Sounds like you haven't researched this well enough. You are basing all your conclusions on how things are right now without considering the rapid technological development going on.
It is all about volume and when there is a large fleet of EVs it will be far more economically interesting to build up solutions which can utilize the battery capacity of these cars. When you got very low number of EVs that is less interesting.
1. Tesla isn't officially supporting bidirectional charging in any of their vechicles, so that isn't exactly surprising. But bidirectional charging is becomming more prevalent.
2. Maybe where you live but that is certainly not the case here in Norway where 90% of new cars sold are electric. You ignore technological development. Million-mile batteries are comming and those will make it irrelevant how many times you cycle. Your car will die long before the battery.
3. You really haven't thought about this have you? With large amounts of renewables in the grid, prices will fluctuate a lot more through the day. You will buy cheap when the sun shines and the wind blows. You will sell at high price when renewables are not producing much. Yes, of course this relies on legislation and practices which allows those fluctuations, and it relies on smart systems to buy and sell automatically at favorable times. But that is technologicallly feasable.
4. As as I said with a million-mile battery, you will not manage to degrade the battery before the car itself dies. And again prices will fluctuate a lot when renewables dominate. Thus you will buy and sell with more profit than you project.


**Your instructions**:
Consider the records below. How many of their lines include the word "series"? State the number and nothing else.

>>>>>

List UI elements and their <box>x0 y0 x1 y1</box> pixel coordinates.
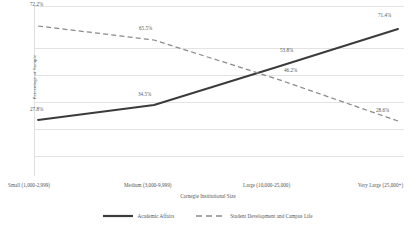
point-label-aa-large: 53.8% <box>280 48 293 53</box>
x-tick-verylarge: Very Large (25,000+) <box>358 182 403 188</box>
x-tick-medium: Medium (3,000-9,999) <box>124 182 172 188</box>
line-chart: 72.2% 65.5% 46.2% 28.6% 27.8% 34.5% 53.8… <box>0 0 416 232</box>
legend-item-student-development[interactable]: Student Development and Campus Life <box>196 213 312 219</box>
legend-swatch-dashed-icon <box>196 213 226 219</box>
legend-label-academic-affairs: Academic Affairs <box>137 213 174 219</box>
series-layer <box>34 6 404 176</box>
x-axis-title: Carnegie Institutional Size <box>0 193 416 199</box>
plot-area: 72.2% 65.5% 46.2% 28.6% 27.8% 34.5% 53.8… <box>34 6 404 176</box>
series-line-student-development <box>38 26 398 121</box>
point-label-sd-small: 72.2% <box>30 2 43 7</box>
legend-item-academic-affairs[interactable]: Academic Affairs <box>103 213 174 219</box>
y-axis-title: Percentage of Sample <box>32 55 37 100</box>
legend-label-student-development: Student Development and Campus Life <box>230 213 312 219</box>
point-label-sd-medium: 65.5% <box>139 26 152 31</box>
x-tick-small: Small (1,000-2,999) <box>8 182 50 188</box>
point-label-aa-small: 27.8% <box>30 107 43 112</box>
point-label-sd-large: 46.2% <box>284 68 297 73</box>
point-label-sd-verylarge: 28.6% <box>376 108 389 113</box>
point-label-aa-medium: 34.5% <box>138 92 151 97</box>
legend: Academic Affairs Student Development and… <box>0 213 416 219</box>
point-label-aa-verylarge: 71.4% <box>378 13 391 18</box>
x-tick-large: Large (10,000-25,000) <box>243 182 290 188</box>
series-line-academic-affairs <box>38 29 398 120</box>
legend-swatch-solid-icon <box>103 213 133 219</box>
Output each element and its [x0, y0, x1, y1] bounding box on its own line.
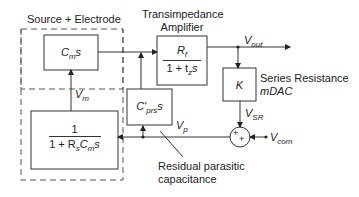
residual-label-1: Residual parasitic [158, 160, 245, 172]
summer-plus-bottom: + [239, 133, 244, 145]
vp-label: Vp [176, 119, 188, 136]
vcom-label: Vcom [270, 131, 292, 148]
amplifier-label-2: Amplifier [142, 21, 222, 33]
vsr-label: VSR [245, 107, 263, 124]
vm-label: Vm [75, 88, 89, 105]
series-resistance-label-2: mDAC [260, 85, 292, 97]
cm-block-label: Cms [44, 46, 98, 63]
amplifier-label-1: Transimpedance [142, 8, 222, 20]
vcom-node [264, 135, 267, 138]
residual-label-2: capacitance [158, 173, 217, 185]
vout-node [236, 45, 239, 48]
k-block-label: K [223, 79, 256, 91]
source-electrode-label: Source + Electrode [27, 13, 121, 25]
cprs-block-label: C'prss [127, 100, 172, 117]
rf-block-label: Rf 1 + tzs [157, 44, 207, 77]
vout-label: Vout [244, 34, 262, 51]
vp-node [141, 135, 144, 138]
series-resistance-label-1: Series Resistance [260, 72, 349, 84]
summer-plus-top: + [233, 127, 238, 139]
source-block-label: 1 1 + RsCms [31, 123, 118, 153]
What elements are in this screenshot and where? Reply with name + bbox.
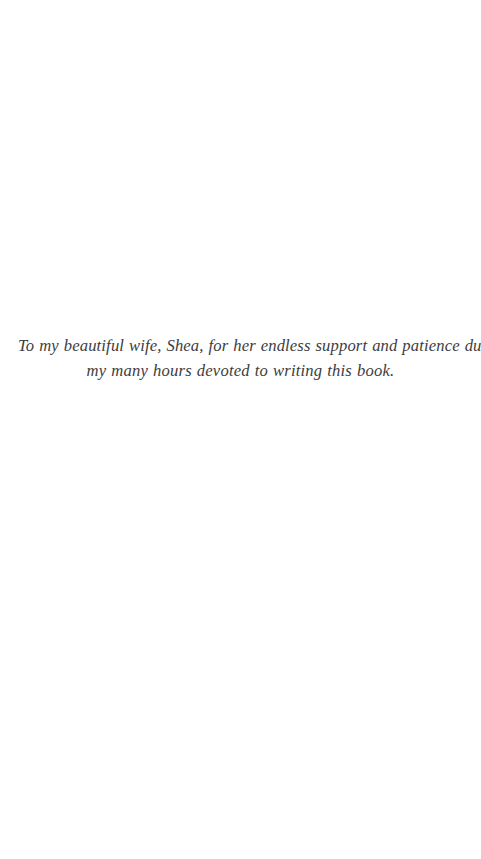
dedication-page: To my beautiful wife, Shea, for her endl… (0, 0, 481, 859)
dedication-line-2: my many hours devoted to writing this bo… (18, 358, 463, 383)
dedication-text-block: To my beautiful wife, Shea, for her endl… (0, 333, 481, 383)
dedication-line-1: To my beautiful wife, Shea, for her endl… (18, 333, 463, 358)
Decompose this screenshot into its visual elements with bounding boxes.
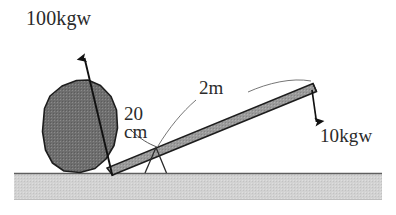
load-force-label: 100kgw	[26, 8, 91, 28]
effort-arm-label: 20cm	[124, 104, 147, 142]
ground-strip	[14, 173, 382, 200]
leader-line-2m	[158, 80, 311, 146]
lever-length-label: 2m	[199, 78, 223, 97]
effort-force-label: 10kgw	[320, 126, 372, 145]
effort-arm-unit: cm	[124, 122, 147, 141]
downward-arrow-10kgw	[312, 90, 317, 122]
boulder-polygon	[43, 80, 118, 173]
diagram-canvas	[0, 0, 396, 215]
physics-lever-diagram: 100kgw 2m 20cm 10kgw	[0, 0, 396, 215]
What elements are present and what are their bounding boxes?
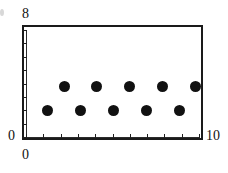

<<<<<

**Task response**:
5